Ten Sheffield authors share their stories for a new book about the city

An author who has just won a prize for his writing is among the Sheffield authors who have put pen to paper for a new book.
Catherine Taylor, editor of The Book of SheffieldCatherine Taylor, editor of The Book of Sheffield
Catherine Taylor, editor of The Book of Sheffield

Together, they have produced The Book of Sheffield, a collection of 10 short stories about the city.

Those who have contributed include Tim Etchells, who just won the Manchester Writing Prize.

Hide Ad
Hide Ad

Other top local literary names who each shared their tales for the book are Margaret Drabble, Naomi Frisby, Philip Hensher, Helen Mort, Geoff Nicholson, Gregory Norminton, Johny Pitts, Désirée Reynolds and Karl Riordan.

The Book of SheffieldThe Book of Sheffield
The Book of Sheffield

Helen is also the author of a novel called Black Car Burning, which also set in Sheffield.

From the aspirations of young creatives who ultimately driven to leave, to the more immediate demands of refugees, scrap metal collectors, and student radicals, these stories offer 10 different views of Sheffield.

The stories are set in the recent past, present and future and explore and explore various themes including class division, black history erasure and the post-child birth body.

Hide Ad
Hide Ad

Gregory Norminton, one of the authors, said: “I moved here five years ago and as a Sheffield incomer I felt I could not write a story that feigned deep experience of the city.

“So, it made sense for me to write from the point of view of another incomer. My story is narrated by a refugee from a Middle Eastern war, and I set it in the near-future, extrapolating from political and social conditions today.

“My story, called How to Love What Dies is about the experience of seeking to belong to a place. My narrator is won over by the warmth of the citizens and the beauty of Sheffield's topography.

“But, he finds, as I fear many people migrating to Britain will find in the years to come, that such welcome has its limits. I hope this will never be true for my adopted hometown.”

Hide Ad
Hide Ad

Johny Pitts, another one of the authors, said: “I was born and raised in Firth Park, so it was important for me to write a story involving a protagonist that wasn’t from the centre or south of the city, the areas Sheffield usually exports when it writes about itself.

“In fact my piece is about the very tension between the figurative and literal centre and periphery. It is also a retrospective tale about class in Tony Blair’s Britain and an attempt to mythologise a lost night-world - Berlins, Empire Bar, Club Wow - that I was desperate to escape and yet also grateful for, estranged as I was from Ecclesall Road wines bars, NUS only music gigs and the ‘cultural industries’.”

Philip Hensher said: “My extract is from my new novel, ‘A Small Revolution in Germany’. It comes from my memory, in the early 1980s, of the radical leftist groups that flourished in Sheffield, often selling newspapers on the steps of the Central Library.

“Some of the conversations I had with people in those groups stayed with me for decades, and I often wondered what happened to them.
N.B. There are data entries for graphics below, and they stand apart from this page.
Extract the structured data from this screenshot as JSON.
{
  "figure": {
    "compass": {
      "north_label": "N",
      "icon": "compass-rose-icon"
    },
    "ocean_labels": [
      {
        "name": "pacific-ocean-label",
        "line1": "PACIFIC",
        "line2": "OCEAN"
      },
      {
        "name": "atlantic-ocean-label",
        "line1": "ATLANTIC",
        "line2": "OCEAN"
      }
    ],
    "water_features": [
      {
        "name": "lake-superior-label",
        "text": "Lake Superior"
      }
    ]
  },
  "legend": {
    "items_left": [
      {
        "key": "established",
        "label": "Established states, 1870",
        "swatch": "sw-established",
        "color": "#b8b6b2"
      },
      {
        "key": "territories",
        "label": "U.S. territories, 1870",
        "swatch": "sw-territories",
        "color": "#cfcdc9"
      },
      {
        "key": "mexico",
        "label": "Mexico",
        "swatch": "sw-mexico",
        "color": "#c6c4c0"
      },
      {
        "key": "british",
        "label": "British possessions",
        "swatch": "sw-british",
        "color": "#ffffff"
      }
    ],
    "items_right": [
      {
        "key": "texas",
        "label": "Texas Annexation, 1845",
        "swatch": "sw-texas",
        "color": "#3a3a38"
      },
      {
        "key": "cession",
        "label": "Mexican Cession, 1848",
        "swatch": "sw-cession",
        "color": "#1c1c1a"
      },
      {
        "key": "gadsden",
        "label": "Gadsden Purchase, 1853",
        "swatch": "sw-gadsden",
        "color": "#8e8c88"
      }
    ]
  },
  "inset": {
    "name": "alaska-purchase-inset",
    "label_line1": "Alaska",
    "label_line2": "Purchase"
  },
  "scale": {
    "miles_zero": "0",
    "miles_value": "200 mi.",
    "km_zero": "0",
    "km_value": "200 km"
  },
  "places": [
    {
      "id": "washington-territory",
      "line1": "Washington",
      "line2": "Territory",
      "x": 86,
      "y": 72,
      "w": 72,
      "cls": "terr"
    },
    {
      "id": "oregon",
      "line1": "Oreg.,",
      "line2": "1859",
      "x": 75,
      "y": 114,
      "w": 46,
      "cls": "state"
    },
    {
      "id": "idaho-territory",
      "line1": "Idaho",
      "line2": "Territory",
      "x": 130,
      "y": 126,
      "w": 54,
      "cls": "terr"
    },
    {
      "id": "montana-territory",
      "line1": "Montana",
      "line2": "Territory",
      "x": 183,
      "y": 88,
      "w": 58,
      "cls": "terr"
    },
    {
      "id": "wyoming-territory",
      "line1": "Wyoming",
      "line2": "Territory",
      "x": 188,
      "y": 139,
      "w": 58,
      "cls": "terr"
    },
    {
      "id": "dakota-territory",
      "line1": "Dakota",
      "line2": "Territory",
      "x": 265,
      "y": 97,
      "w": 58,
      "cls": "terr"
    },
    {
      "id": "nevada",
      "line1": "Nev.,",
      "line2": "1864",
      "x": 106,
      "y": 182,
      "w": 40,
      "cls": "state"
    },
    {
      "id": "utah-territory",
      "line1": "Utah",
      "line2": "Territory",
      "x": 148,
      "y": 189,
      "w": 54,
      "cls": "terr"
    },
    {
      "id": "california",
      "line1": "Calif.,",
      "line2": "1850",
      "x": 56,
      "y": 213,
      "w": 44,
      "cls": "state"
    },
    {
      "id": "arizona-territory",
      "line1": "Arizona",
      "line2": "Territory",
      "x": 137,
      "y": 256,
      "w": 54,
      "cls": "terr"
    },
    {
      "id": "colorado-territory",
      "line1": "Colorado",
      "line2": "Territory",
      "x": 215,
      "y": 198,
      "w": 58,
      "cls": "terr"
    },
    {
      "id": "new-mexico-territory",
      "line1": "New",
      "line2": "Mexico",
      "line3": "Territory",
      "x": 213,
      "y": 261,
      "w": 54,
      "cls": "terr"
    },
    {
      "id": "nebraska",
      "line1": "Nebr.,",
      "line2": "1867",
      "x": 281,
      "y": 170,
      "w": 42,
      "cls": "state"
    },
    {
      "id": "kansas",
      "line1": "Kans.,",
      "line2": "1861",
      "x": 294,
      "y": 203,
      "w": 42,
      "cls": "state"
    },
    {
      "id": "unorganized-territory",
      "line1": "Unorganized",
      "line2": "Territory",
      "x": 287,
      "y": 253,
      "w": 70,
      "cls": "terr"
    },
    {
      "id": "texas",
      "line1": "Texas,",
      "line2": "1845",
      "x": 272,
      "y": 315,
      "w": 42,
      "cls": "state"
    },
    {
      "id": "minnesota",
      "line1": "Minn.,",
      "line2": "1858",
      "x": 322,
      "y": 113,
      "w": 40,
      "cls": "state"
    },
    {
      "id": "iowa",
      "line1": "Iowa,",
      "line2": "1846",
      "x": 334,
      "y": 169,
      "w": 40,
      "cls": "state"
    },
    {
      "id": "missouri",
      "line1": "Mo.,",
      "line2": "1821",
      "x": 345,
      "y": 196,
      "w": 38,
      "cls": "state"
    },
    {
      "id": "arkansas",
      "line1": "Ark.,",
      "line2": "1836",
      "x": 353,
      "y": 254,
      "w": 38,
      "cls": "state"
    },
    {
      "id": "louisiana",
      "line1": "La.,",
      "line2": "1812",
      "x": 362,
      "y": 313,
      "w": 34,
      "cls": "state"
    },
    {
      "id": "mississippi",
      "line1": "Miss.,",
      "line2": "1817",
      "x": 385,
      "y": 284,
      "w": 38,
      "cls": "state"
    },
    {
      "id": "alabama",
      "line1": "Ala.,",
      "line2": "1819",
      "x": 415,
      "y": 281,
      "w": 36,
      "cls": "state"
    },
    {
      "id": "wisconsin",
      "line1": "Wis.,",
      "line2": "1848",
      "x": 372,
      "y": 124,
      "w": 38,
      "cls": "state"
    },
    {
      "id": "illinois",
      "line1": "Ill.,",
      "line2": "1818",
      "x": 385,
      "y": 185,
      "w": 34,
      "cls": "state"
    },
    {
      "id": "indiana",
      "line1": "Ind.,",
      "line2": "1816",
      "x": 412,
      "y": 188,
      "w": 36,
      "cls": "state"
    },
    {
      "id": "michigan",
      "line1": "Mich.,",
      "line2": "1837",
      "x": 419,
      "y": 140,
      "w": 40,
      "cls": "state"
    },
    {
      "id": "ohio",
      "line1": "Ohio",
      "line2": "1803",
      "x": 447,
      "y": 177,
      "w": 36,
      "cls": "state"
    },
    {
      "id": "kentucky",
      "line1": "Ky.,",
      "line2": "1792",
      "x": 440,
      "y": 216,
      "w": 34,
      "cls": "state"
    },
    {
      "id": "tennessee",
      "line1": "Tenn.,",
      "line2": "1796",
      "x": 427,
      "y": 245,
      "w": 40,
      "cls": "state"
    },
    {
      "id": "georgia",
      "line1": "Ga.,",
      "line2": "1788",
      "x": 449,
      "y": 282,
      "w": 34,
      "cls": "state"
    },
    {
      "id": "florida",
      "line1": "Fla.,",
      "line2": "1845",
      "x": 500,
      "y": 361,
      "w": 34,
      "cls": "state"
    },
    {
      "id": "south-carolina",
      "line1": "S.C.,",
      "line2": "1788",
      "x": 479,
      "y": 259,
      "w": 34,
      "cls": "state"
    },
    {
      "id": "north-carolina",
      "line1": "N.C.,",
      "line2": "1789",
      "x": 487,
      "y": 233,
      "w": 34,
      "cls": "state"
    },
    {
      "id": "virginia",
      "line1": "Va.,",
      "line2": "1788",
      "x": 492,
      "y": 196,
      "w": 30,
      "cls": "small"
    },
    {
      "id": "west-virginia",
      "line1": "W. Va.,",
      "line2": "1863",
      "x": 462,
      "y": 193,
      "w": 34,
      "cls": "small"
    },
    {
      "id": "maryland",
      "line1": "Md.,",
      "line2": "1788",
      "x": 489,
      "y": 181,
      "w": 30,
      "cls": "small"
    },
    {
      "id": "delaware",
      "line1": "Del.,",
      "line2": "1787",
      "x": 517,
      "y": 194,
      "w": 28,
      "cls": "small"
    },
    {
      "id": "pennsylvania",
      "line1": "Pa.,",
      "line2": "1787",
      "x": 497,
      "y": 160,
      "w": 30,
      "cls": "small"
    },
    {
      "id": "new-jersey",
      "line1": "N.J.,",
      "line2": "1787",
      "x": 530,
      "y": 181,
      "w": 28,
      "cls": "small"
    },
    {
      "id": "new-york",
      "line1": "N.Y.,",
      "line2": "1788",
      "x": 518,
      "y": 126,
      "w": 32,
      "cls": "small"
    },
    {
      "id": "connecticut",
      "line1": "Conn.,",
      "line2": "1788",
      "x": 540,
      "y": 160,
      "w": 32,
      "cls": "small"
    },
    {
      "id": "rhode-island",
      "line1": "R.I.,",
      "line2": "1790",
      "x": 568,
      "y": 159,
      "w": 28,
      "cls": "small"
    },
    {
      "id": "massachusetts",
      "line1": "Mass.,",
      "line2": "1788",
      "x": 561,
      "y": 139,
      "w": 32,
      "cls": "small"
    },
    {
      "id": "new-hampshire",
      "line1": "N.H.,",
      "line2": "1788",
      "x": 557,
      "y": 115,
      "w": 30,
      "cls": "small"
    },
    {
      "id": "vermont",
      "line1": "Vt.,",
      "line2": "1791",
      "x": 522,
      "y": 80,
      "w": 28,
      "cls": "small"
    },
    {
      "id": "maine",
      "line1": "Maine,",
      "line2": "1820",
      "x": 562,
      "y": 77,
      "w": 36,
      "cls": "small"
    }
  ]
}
Then recently I met one of them; he still thought exactly what he thought then.

Hide Ad
Hide Ad

“I looked at him, fascinated. What I wanted to do was to catch that electric moment when an idea and a place and a time and a man and a kiss all happen at once, and it seems quite plausible that the world can change.”

The book, published by Coma Press, has been edited by Catherine Taylor, another person who calls Sheffield home.

Catherine grew up in Sheffield and is now a freelance writer, editor and critic. She is also currently writing a cultural memoir of Sheffield called The Stirrings.

She said: “I grew up in 1970s and ’80s Sheffield; my mother ran a popular independent bookshop in Broomhill.

Hide Ad
Hide Ad

“I’m now a journalist and editor and had been a fan of Comma Press for ages so I approached them about including a Book of Sheffield in their Reading the City series.

“I was always aware that there was a rich hinterland of Sheffield literary talent - and that writing set in South Yorkshire isn’t just about Barry Hines’s A Kestrel for a Knave, although it remains one of my favourite books.

“The remit I was given to commission these stories was broad, which is why I think the ten pieces in the book reveal so many facets of the city - using different genres, time periods, auto-fiction, experimental fiction - and topics which are so relevant to Sheffield today: ecology, migration, contemporary motherhood, as well as the radical Sheffield of the past, present and future.”

The Book of Sheffield is a new addition to Comma Press’ award-winning Reading the City series, which has returned to the North of England after 10 years.

Hide Ad
Hide Ad

Zoe Turner, of Comma Press, said: “Comma Press’ ‘Reading the City’ series has been traversing the globe since 2006, from the Book of Tbilisi to the Book of Tokyo, and now to The Book of Sheffield.

“Bringing together new short stories from some of the city’s most celebrated writers, ‘The Book of Sheffield traces the contours of this complex landscape from both sides of the economic dividing line.”

The Book of Sheffield is available to buy now.